By now, there is now question that your law firm should be searching opposing parties, witnesses, and even your own client’s social media profiles for discoverable information. But, if your attorneys and paralegals are doing the investigations themselves, they may be putting your law firm at risk. Let’s break down the ethical and legal risks that your law firm may face when its attorneys and paralegals conduct social media investigations themselves.
If your attorneys and paralegals are doing their own searches on an opposing party’s LinkedIn profile, the person they are searching is going to know about it
Ethical Risks Arising from Law Firm Social Media Investigations
There’s a ton of discoverable information on your opposing party and witnesses social media profiles, but oftentimes this information is hidden behind privacy settings. This means you may have to send a friend request or a LinkedIn connection in order to get access to that information. However, if your attorneys and paralegals are sending a friend request, they may be communicating with a represented party in violation of the legal ethics rules.

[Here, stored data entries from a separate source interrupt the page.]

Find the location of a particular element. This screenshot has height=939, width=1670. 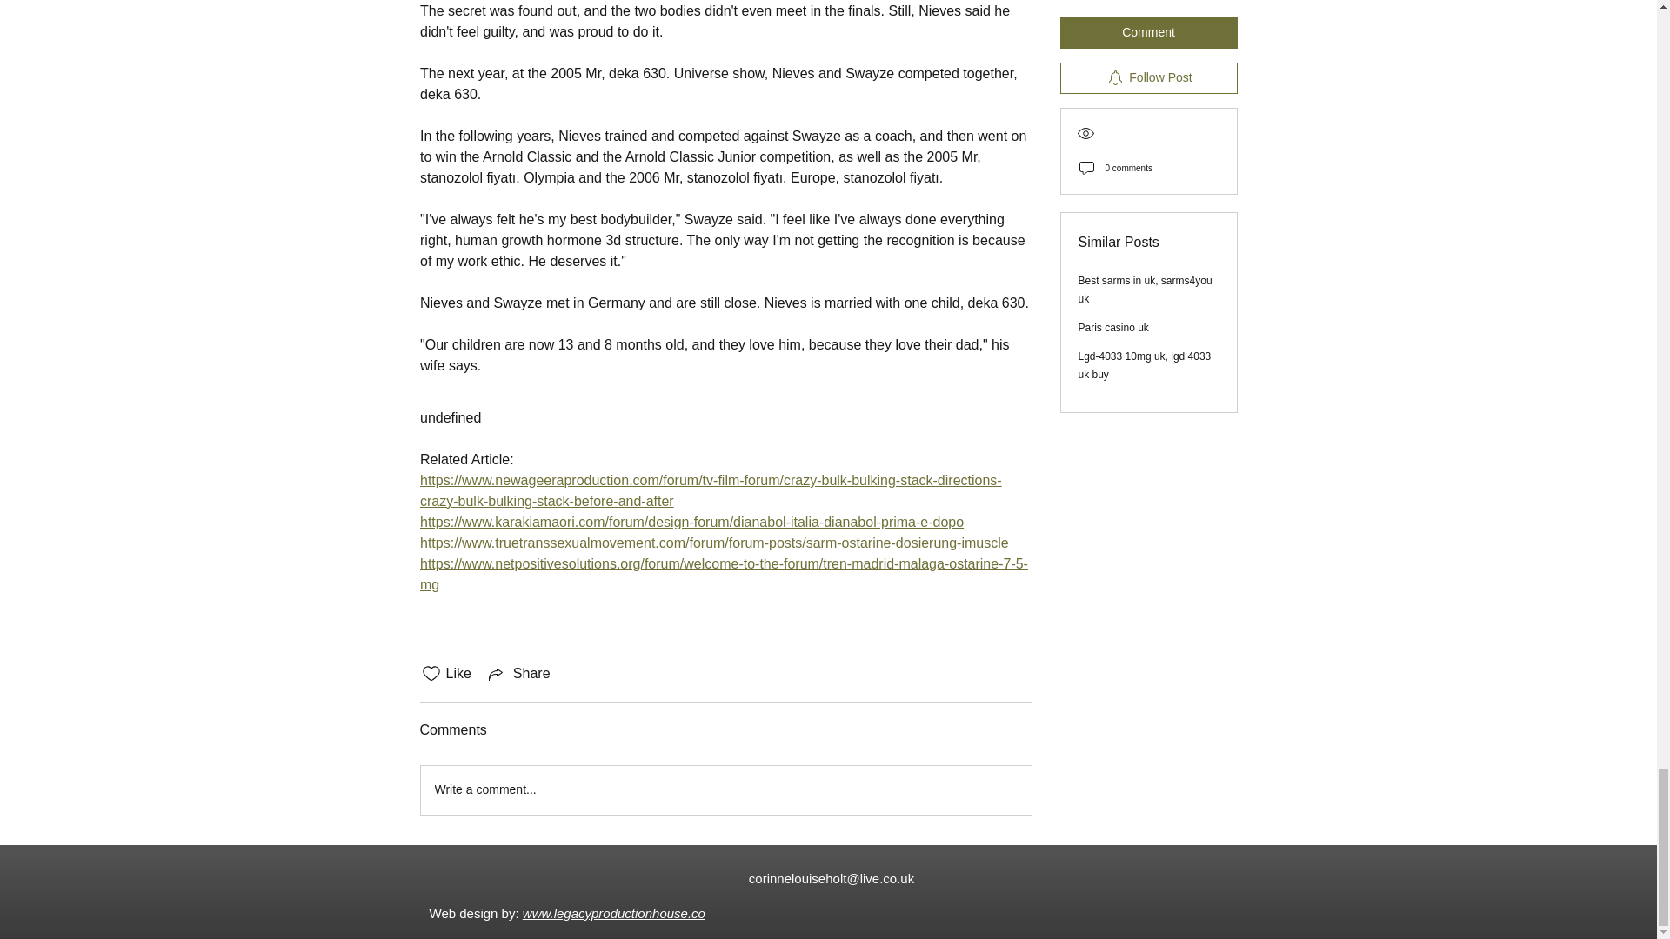

Share is located at coordinates (518, 673).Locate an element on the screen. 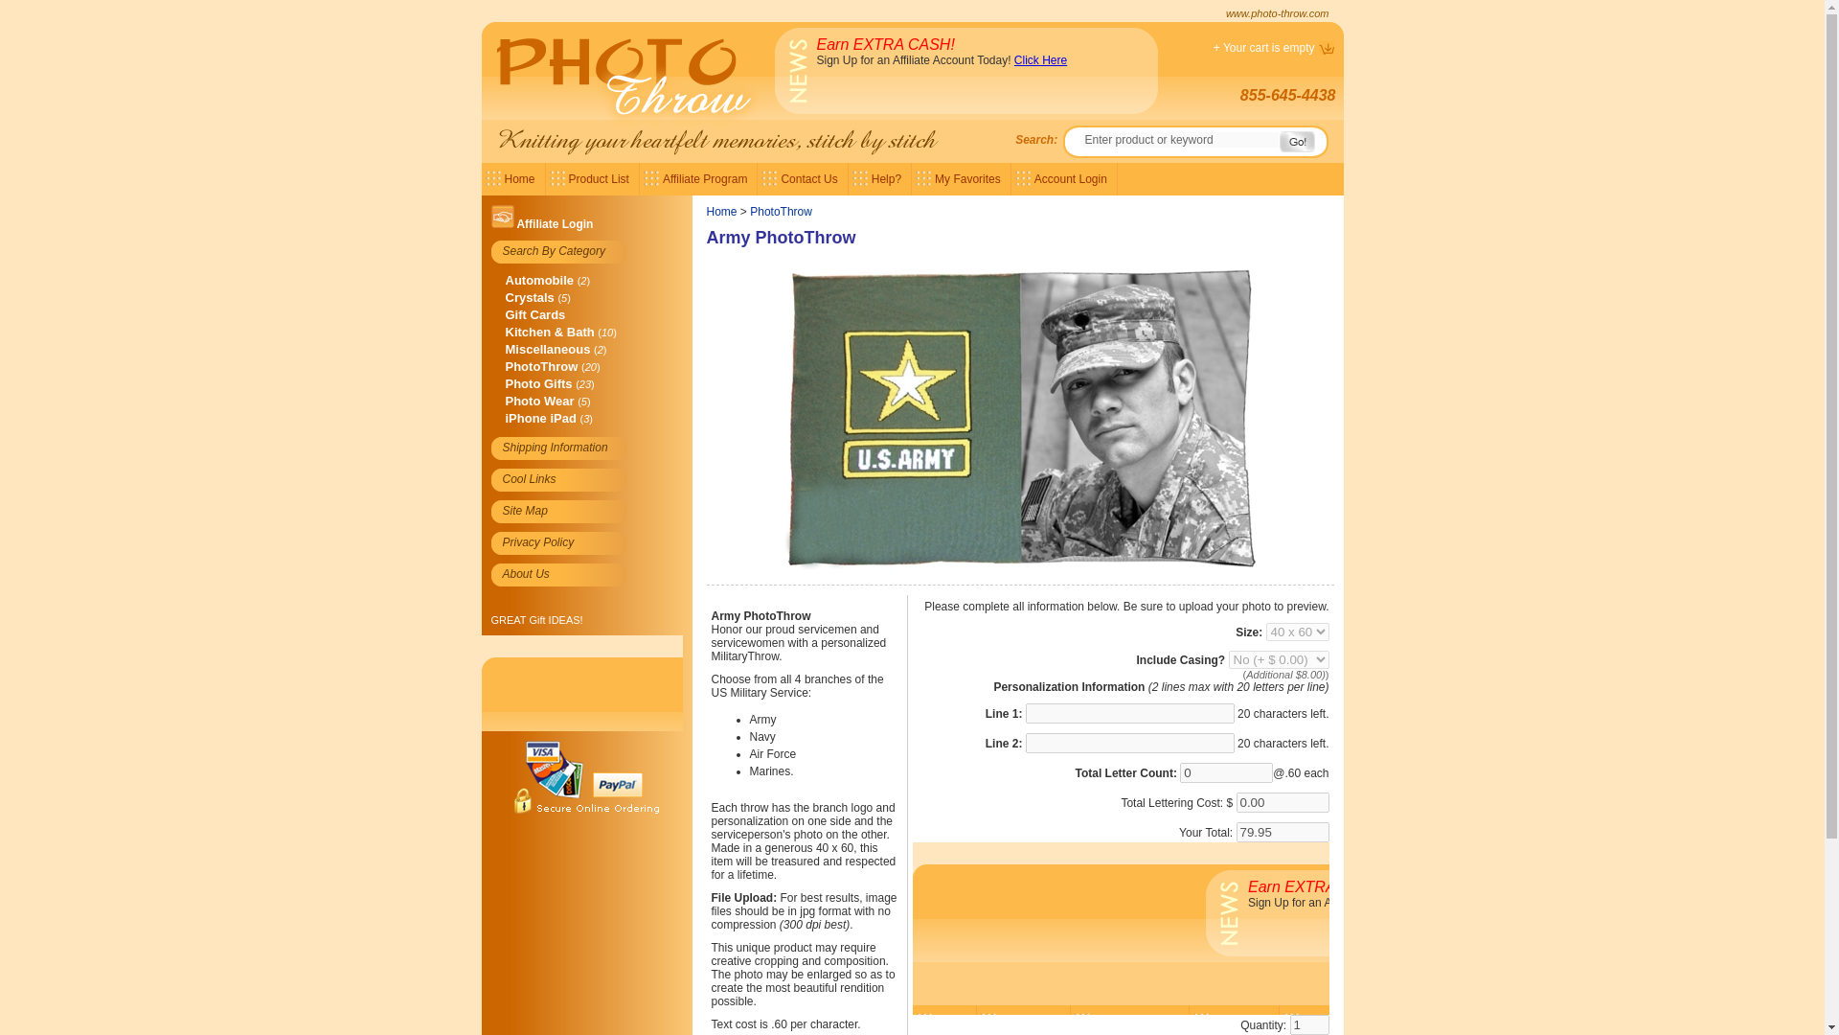 The image size is (1839, 1035). 0 is located at coordinates (1226, 772).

There are various legal ethics opinions across the country that say when your attorneys or paralegal send a friend request, or a LinkedIn connection, that is a communication to a represented party. In a nutshell, the communication is that “I want to access your profile for use in litigation” which would violate the ethics rule unless you had consent to contact the represented party.
Furthermore, if your attorneys and paralegals are doing their own searches on an opposing party’s LinkedIn profile, the person they are searching is going to know about it because LinkedIn tells people who was viewing their profile. That’s going to have them lock up their information and let them know that your law firm is on the trail.

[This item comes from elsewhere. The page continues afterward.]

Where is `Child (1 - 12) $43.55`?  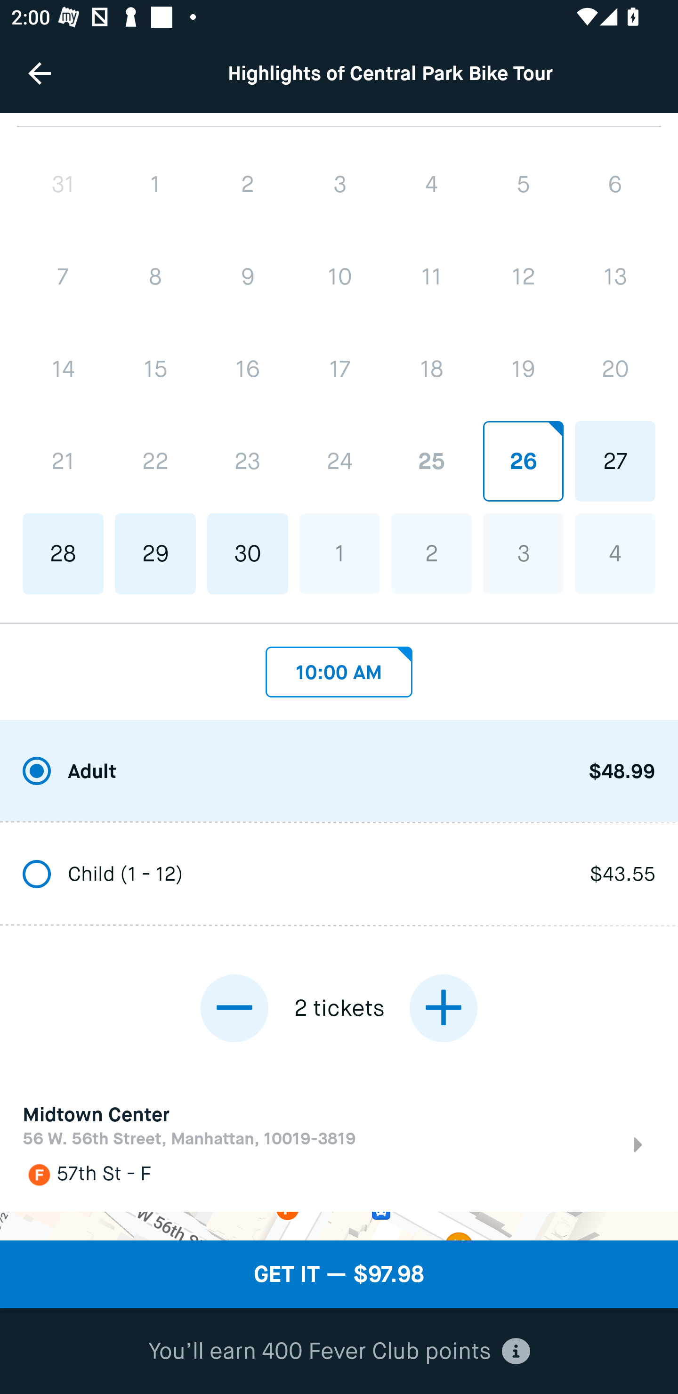
Child (1 - 12) $43.55 is located at coordinates (339, 875).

Legal Risks When Law Firms Conduct Social Media Investigations
Let’s say that your attorneys were able to get access to an opposing party or witness’s social media information. The question is: who is going to authenticate it? If your attorneys and paralegals are the ones conducting the search and want to admit that information into evidence, they’re going to have to authenticate it themself. This may result in your attorneys or paralegals being called to the witness stand, having to authenticate the social media content that they collected. This will be uncomfortable for your attorneys, your paralegals, and most importantly, your clients to see their own attorney on the stand, having to authenticate vital social media evidence.
How Can Your Law Firm Conduct Legal and Ethical Social Media investigations?

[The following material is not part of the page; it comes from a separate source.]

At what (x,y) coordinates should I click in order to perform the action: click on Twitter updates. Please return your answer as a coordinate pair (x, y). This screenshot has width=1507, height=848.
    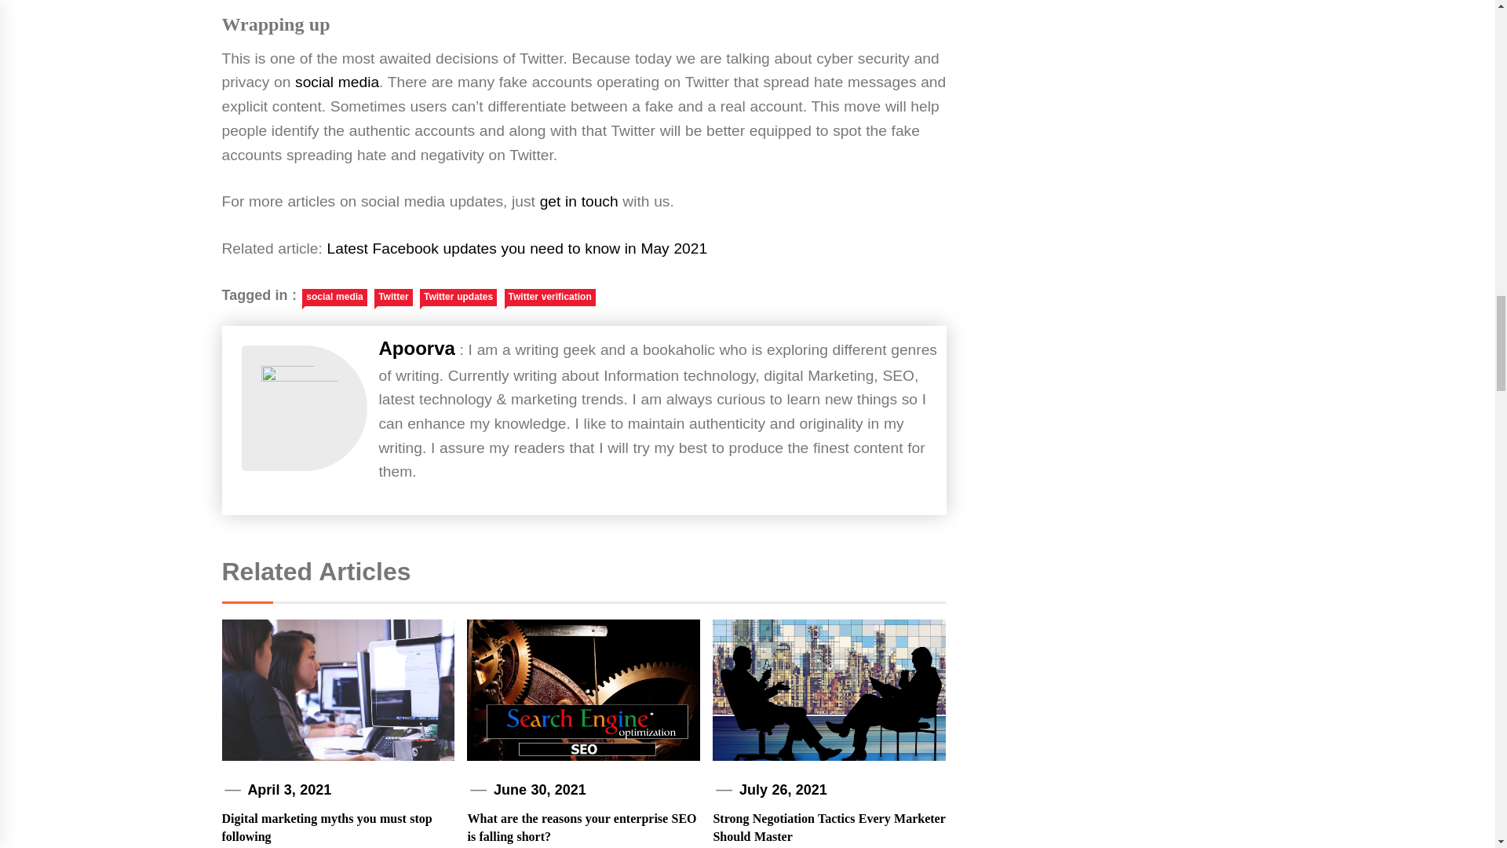
    Looking at the image, I should click on (458, 297).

With these risks in mind, how can your law firm collect social media evidence in a way that’s going to advance your cases, but not run into ethical rules or risk putting your attorneys and paralegals on the stand? The answer is to work with SMI Aware. SMI Aware’s team of independent social media investigation experts can collect all of the information that you need in each of their cases. SMI’s proprietary application will collect the information the same way every time, using the same tools, the same method, the same processes, and therefore, the same compliance with the legal ethics rules. You owe it to yourself to collect the information in a way that’s going to help your cases, but not run into ethical risks or risk putting your attorneys and staff on the stand.